Since the tinderbox is now running on Linux containers I’m also experimenting with making more use of those. Since containers are, as the name implies, self contained, I can use them in place of chroots for testing stuff that I’d prefer wouldn’t contaminate my main system, for instance I can use them instead of the Python virtualenv to get a system where I can use easy_install
to copy in the stuff that is not packaged in Portage as a temporary measure.
But after some playing around I came to the conclusion that we got essentially two problems with init scripts. Two very different problems actually, and one involves more than just Linux Containers, but I’ll just state both here.
The first problem is specific to Linux Containers and relates to one limitation I think I wrote of before; while the guest (tinderbox) cannot see the processes of the host (yamato) the opposite is not true, and indeed the host cannot really distinguish between its processes and the ones from the guest. This isn’t much of a problem, since the start and stop of daemons is usually done through pidfiles that list the started process id, rather than doing a search and destroy over all the processes.
But the “usually” part here is the problem: there are init scripts that use the killall
command (which as far as I can tell does not take namespaces into consideration) to identify which process to send signals to. It’s not just a matter of using it to kill processes; most of the times, it seems to be used to send signals to the daemon (like SIGHUP for reloading configuration or stuff like that). This was probably done in response to changes to start-stop-daemon
that asked for it not to be used for that task. Fortunately, there is a quick way to fix this: instead of using killall
we can almost always use kill
and take the PID to send the signal to through the pidfile created either by the daemon itself or by s-s-d.
Hopefully this won’t require especially huge changes, but it brings up the issue of improving the quality assurance over the init scripts we currently ship. I found quite a few that dependent on services that weren’t in the dependencies of the ebuild (either because they are “sample configurations’ or because they lacked some runtime dependencies), a few that had syntax mistakes in them (some due to the new POSIX-correctness introduced by OpenRC, but not all of them), and quite a bit of them which run commands in global scope that slow down the dependencies regeneration. I guess this is something else that we have to decide upon.
The other problem with init script involves KVM and QEmu as well. While RedHat has developed some tools for abstracting virtual machine management, I have my doubts about them as much now as I had some time ago for what concerns both configuration capabilities (they still seem to bring in a lot of unneeded stuff – to me – like dnsmasq), and now code quality as well (the libvirt testsuite is giving me more than a few headaches to be honest).
Luca already proposed some time ago that we could just write a multiplex-capable init script for KVM and QEmu so that we could just configure the virtual machines like we do for the network interfaces, and then use the standard rc system to start and stop them. While it should sound trivial, this is no simple task: starting is easy, but stopping the virtual machine? Do you just shut it down, detaching the virtual power cord? Or do you go stopping the services internal to the VM as you should? And how do you do that, with ACPI signals, with SSH commands?
The same problem applies to Linux containers, but with a twist: trying to run shutdown -h now
inside a Linux container seem to rather stop the host, rather than the guest! And there you cannot rely on ACPI signals either.
If somebody has a suggestion, they are very welcome.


Each record should be given back exactly, with none missing.

• • • • •

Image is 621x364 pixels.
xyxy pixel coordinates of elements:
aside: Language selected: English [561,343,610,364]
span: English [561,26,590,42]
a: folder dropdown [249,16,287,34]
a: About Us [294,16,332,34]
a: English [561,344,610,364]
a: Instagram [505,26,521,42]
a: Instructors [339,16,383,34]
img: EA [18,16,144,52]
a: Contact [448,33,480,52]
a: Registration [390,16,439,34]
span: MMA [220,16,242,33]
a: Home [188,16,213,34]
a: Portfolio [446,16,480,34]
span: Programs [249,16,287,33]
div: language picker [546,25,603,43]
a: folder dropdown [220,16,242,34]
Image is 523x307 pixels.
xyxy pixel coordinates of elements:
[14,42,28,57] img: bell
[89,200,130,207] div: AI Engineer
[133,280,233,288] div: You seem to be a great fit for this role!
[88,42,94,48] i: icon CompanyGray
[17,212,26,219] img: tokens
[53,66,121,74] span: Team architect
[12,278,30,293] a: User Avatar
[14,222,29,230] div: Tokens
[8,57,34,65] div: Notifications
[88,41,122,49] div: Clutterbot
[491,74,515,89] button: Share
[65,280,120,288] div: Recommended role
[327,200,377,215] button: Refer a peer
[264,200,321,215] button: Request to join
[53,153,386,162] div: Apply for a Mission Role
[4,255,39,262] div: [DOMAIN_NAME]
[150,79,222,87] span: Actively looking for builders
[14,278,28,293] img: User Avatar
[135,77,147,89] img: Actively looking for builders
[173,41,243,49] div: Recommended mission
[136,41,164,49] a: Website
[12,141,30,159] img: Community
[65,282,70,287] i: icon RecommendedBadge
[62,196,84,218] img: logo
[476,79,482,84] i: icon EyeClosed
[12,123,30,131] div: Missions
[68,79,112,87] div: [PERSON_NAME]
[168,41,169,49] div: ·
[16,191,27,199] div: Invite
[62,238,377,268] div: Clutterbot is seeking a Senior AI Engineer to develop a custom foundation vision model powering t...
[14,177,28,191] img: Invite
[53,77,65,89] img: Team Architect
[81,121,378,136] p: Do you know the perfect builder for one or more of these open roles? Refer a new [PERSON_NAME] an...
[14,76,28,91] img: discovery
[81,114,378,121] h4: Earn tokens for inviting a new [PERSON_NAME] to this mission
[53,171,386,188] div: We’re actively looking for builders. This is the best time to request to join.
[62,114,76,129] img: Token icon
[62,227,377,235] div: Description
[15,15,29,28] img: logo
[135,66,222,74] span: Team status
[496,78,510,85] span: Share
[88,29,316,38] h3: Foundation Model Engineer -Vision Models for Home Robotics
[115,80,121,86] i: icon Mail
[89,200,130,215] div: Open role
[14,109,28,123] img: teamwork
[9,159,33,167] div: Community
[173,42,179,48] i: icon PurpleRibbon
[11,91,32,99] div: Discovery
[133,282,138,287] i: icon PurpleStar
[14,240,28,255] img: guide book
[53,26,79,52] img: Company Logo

• • • • •

**Exercise response**:
Image is 621x364 pixels.
xyxy pixel coordinates of elements:
aside: Language selected: English [561,343,610,364]
span: English [561,26,590,42]
a: folder dropdown [249,16,287,34]
a: About Us [294,16,332,34]
a: English [561,344,610,364]
a: Instagram [505,26,521,42]
a: Instructors [339,16,383,34]
img: EA [18,16,144,52]
a: Contact [448,33,480,52]
a: Registration [390,16,439,34]
span: MMA [220,16,242,33]
a: Home [188,16,213,34]
a: Portfolio [446,16,480,34]
span: Programs [249,16,287,33]
div: language picker [546,25,603,43]
a: folder dropdown [220,16,242,34]
Image is 523x307 pixels.
xyxy pixel coordinates of elements:
[14,42,28,57] img: bell
[89,200,130,207] div: AI Engineer
[133,280,233,288] div: You seem to be a great fit for this role!
[88,42,94,48] i: icon CompanyGray
[17,212,26,219] img: tokens
[53,66,121,74] span: Team architect
[12,278,30,293] a: User Avatar
[14,222,29,230] div: Tokens
[8,57,34,65] div: Notifications
[88,41,122,49] div: Clutterbot
[491,74,515,89] button: Share
[65,280,120,288] div: Recommended role
[327,200,377,215] button: Refer a peer
[264,200,321,215] button: Request to join
[53,153,386,162] div: Apply for a Mission Role
[4,255,39,262] div: [DOMAIN_NAME]
[150,79,222,87] span: Actively looking for builders
[14,278,28,293] img: User Avatar
[135,77,147,89] img: Actively looking for builders
[173,41,243,49] div: Recommended mission
[136,41,164,49] a: Website
[12,141,30,159] img: Community
[65,282,70,287] i: icon RecommendedBadge
[62,196,84,218] img: logo
[476,79,482,84] i: icon EyeClosed
[12,123,30,131] div: Missions
[68,79,112,87] div: [PERSON_NAME]
[168,41,169,49] div: ·
[16,191,27,199] div: Invite
[62,238,377,268] div: Clutterbot is seeking a Senior AI Engineer to develop a custom foundation vision model powering t...
[14,177,28,191] img: Invite
[53,77,65,89] img: Team Architect
[81,121,378,136] p: Do you know the perfect builder for one or more of these open roles? Refer a new [PERSON_NAME] an...
[14,76,28,91] img: discovery
[81,114,378,121] h4: Earn tokens for inviting a new [PERSON_NAME] to this mission
[53,171,386,188] div: We’re actively looking for builders. This is the best time to request to join.
[62,114,76,129] img: Token icon
[62,227,377,235] div: Description
[15,15,29,28] img: logo
[135,66,222,74] span: Team status
[496,78,510,85] span: Share
[88,29,316,38] h3: Foundation Model Engineer -Vision Models for Home Robotics
[115,80,121,86] i: icon Mail
[89,200,130,215] div: Open role
[14,109,28,123] img: teamwork
[9,159,33,167] div: Community
[173,42,179,48] i: icon PurpleRibbon
[11,91,32,99] div: Discovery
[133,282,138,287] i: icon PurpleStar
[14,240,28,255] img: guide book
[53,26,79,52] img: Company Logo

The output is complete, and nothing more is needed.